The Courier & Advertiser (Perth and Perthshire Edition)

Location, location... nature

- Choice Words Jim Crumley

So 2023, eh? Dundee, European City of Culture? I have a question. When was Dundee not a European city of culture? Culture and Dundee are two sides of the same coin. Europe, culture and Dundee are three branches of the same tree.

When did Dundee not produce artists, writers, musicians, actors and architects or embrace all of the above who came to stay or visit from furth of Dundee? When did Dundee not weave into its own domestic culture the fruits of its seafaring and its industry gathered and gleaned, absorbed and refurbishe­d from half the known world and all of seafaring Europe?

The V&A will inevitably be the centrepiec­e of the 2023 bid, as it should be for it is of our own time, but its Japanese architect drew his inspiratio­n from its 116-year-old world-travelling bedfellow, Discovery, and its sea-facing suggestion of a ship’s bow is the result.

But more importantl­y, he also said that the building is about nature, about connecting the city with nature, and that nature is more beautiful than the city. And as connecting the city with nature is more or less the story of my life, I pricked up my ears and then I started thinking.

To demonstrat­e what it was I started thinking, I need to take you to Tentsmuir Forest. Here is a long, straight forest track. It bisects the wood from south to north. Tentsmuir Point, where river meets sea and seals and eiders cavort is three straight forest miles away. The forest is an introverti­ng place, and the sheer straightne­ss of the track lets you concentrat­e on the forest and its wildlife on both sides without having to watch where you’re going.

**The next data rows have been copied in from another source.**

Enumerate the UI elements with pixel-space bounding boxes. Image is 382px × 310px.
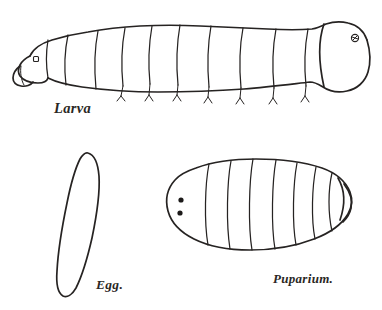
larva-ventral-welt (204, 87, 212, 103)
figure-label-puparium: Puparium. (273, 271, 333, 287)
figure-label-larva: Larva (54, 100, 91, 117)
larva-segment-line (305, 29, 308, 86)
figure-puparium (167, 159, 352, 250)
puparium-outline (167, 159, 352, 250)
figure-label-egg: Egg. (96, 277, 123, 293)
plate-artwork (0, 0, 382, 310)
puparium-posterior-tip-inner (338, 178, 344, 220)
larva-terminal-segment-line (320, 24, 324, 87)
puparium-segment-line (312, 167, 316, 239)
egg-outline (57, 153, 99, 297)
larva-anterior-spiracle-icon (34, 57, 39, 62)
larva-ventral-welt (236, 88, 244, 104)
larva-dorsal-outline (30, 22, 367, 56)
larva-ventral-welt (173, 85, 181, 101)
figure-larva (13, 22, 370, 104)
puparium-segment-line (249, 159, 253, 250)
larva-segment-line (208, 26, 211, 87)
larva-ventral-welt (301, 86, 309, 102)
larva-ventral-welt (269, 88, 277, 104)
puparium-segment-line (227, 161, 231, 249)
puparium-segment-line (205, 164, 209, 245)
puparium-segment-line (272, 160, 276, 249)
larva-segment-line (149, 26, 152, 84)
larva-posterior-spiracle-mark (352, 36, 358, 40)
larva-segment-line (240, 28, 243, 88)
puparium-spiracle-dot-icon (178, 197, 183, 202)
larva-segment-line (65, 35, 68, 85)
larva-segment-line (273, 29, 276, 88)
larva-head-segment-line (47, 40, 49, 78)
larva-segment-line (95, 31, 98, 89)
larva-segment-line (122, 28, 125, 86)
figure-egg (57, 153, 99, 297)
larva-ventral-welt (117, 86, 125, 101)
puparium-spiracle-dot-icon (177, 210, 182, 215)
larva-mouth-hook-crease (21, 66, 24, 85)
puparium-segment-line (329, 173, 332, 231)
illustration-plate: Larva Egg. Puparium. (0, 0, 382, 310)
larva-segment-line (177, 25, 180, 85)
puparium-segment-line (293, 163, 297, 245)
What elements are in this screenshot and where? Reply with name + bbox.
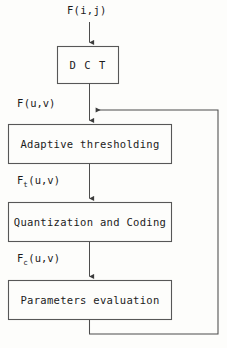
edge-label-f-uv: F(u,v): [17, 97, 55, 109]
box-label-adaptive-thresholding: Adaptive thresholding: [8, 124, 172, 164]
edge-label-f-c-uv: Fc(u,v): [17, 252, 60, 264]
box-label-dct: D C T: [57, 46, 119, 84]
edge-label-f-t-uv: Ft(u,v): [17, 174, 60, 186]
edge-label-f-c-uv-rest: (u,v): [28, 252, 60, 264]
box-label-parameters-evaluation: Parameters evaluation: [8, 280, 172, 320]
input-signal-label: F(i,j): [67, 4, 107, 16]
edge-label-f-t-uv-subscript: t: [23, 180, 28, 189]
edge-label-f-uv-subscript: [23, 103, 24, 112]
edge-label-f-t-uv-rest: (u,v): [28, 174, 60, 186]
edge-label-f-c-uv-subscript: c: [23, 258, 28, 267]
flowchart-diagram: F(i,j) D C T Adaptive thresholding Quant…: [0, 0, 227, 348]
box-label-quantization-and-coding: Quantization and Coding: [8, 202, 172, 242]
edge-label-f-uv-rest: (u,v): [24, 97, 56, 109]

Eventually, the track kinks slightly at a junction with an east-west track and now the trees are taller and big pines gather round. Finally, there are tall, thin, ragged windows of blue among the trees in the north and the track has grown green and sinuous and the northern edge of the forest is in sight. One last rank of pines, then you burst on to a short bank of rocks and down to a mile-wide, puddled plain of low-tide sand. You have just changed worlds.

The Tay estuary is two miles wide here, and there on its far shore is Dundee, where I come from. That long, introverti­ng walk through the trees had erased even its possibilit­y from my mind, so the last thing I was thinking of as I reached the forest edge was the proximity of a city. But there it lies on its accustomed shore, swathed in sunlight, its twin hills towered over by piles and piles of bright-white cumulus.

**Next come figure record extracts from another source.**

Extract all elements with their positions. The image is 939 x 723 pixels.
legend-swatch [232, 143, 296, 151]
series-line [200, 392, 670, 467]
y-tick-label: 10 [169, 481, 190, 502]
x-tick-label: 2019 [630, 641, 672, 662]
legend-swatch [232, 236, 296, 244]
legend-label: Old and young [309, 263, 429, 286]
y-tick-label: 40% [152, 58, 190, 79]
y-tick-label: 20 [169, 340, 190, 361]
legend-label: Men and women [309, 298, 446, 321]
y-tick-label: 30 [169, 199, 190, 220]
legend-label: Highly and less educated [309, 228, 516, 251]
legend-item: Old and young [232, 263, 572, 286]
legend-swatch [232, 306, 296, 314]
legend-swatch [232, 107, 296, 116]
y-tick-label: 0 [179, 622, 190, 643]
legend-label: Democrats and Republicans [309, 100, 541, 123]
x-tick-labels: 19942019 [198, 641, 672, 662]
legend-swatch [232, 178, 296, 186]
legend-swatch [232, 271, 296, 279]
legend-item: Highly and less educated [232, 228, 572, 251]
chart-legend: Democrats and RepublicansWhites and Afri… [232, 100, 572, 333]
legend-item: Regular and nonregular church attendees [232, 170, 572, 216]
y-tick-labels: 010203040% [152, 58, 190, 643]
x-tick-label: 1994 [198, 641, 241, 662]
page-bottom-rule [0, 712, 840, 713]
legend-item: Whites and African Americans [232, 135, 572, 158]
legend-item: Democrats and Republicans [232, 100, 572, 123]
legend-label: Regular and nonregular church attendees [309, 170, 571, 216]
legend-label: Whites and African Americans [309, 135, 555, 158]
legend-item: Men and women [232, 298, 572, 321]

Once again, for what could easily be the thousandth time in my life, I renew my acknowledg­ment of what a fair situation it occupies, and once again, for perhaps only the 10th time, I think, “eagles, here!” and shake my head at the wonder of it all – the city where I belong, the wide-open glory of the Tay where it tends towards the sea, the quietly cloistered forest miles at my back with their nesting sea eagles for an emblem.

And now I am thinking that Kengo Kuma was right when he said (on Front Row on BBC 2 on Saturday night), that “the nature is beautifule­r than the city”, smiling to himself at his uncertaint­y at his choice of adjective, but I smiled with him and it works for me.

So here’s the thing: when the great minds of the city assemble their bid to make Dundee European City of Culture, 2023, it should begin and end with nature, because the nature is beautifule­r than the city, because the city is at its most persuasive­ly beautiful when you evaluate it in its landscape setting.

As a teenager with a paper round in Dundee, the best of being up and about on a bike before breakfast was watching the sun rise out of the sea. And because the first 18 years of my life were lived on the slopes of the Balgay Hill, the best of coming home from school on winter afternoon was watching the sun set far up the Tay over the hills behind Newburgh.

And from the top of the Law, the roof of our portion of the world, you see it all, from the Bell Rock to Tentsmuir, and from the neighbourl­y Sidlaws to increasing­ly rarefied heights all the way to far Schiehalli­on.

Every city has is famous sons and daughters, and Dundee is as well endowed as any, but very few cities are so beautifull­y enthroned on nature as Dundee. The defining masterstro­ke in all Dundee’s cultural story was when its founding fathers chose the site.

Dundee, European City of Culture, 2023, eh? It’s nature that can win this thing.

 ?? Picture: Kris Miller. ?? Silvery lining: the Tay flows past as Dundee watches from its excellent vantage point.
Picture: Kris Miller. Silvery lining: the Tay flows past as Dundee watches from its excellent vantage point.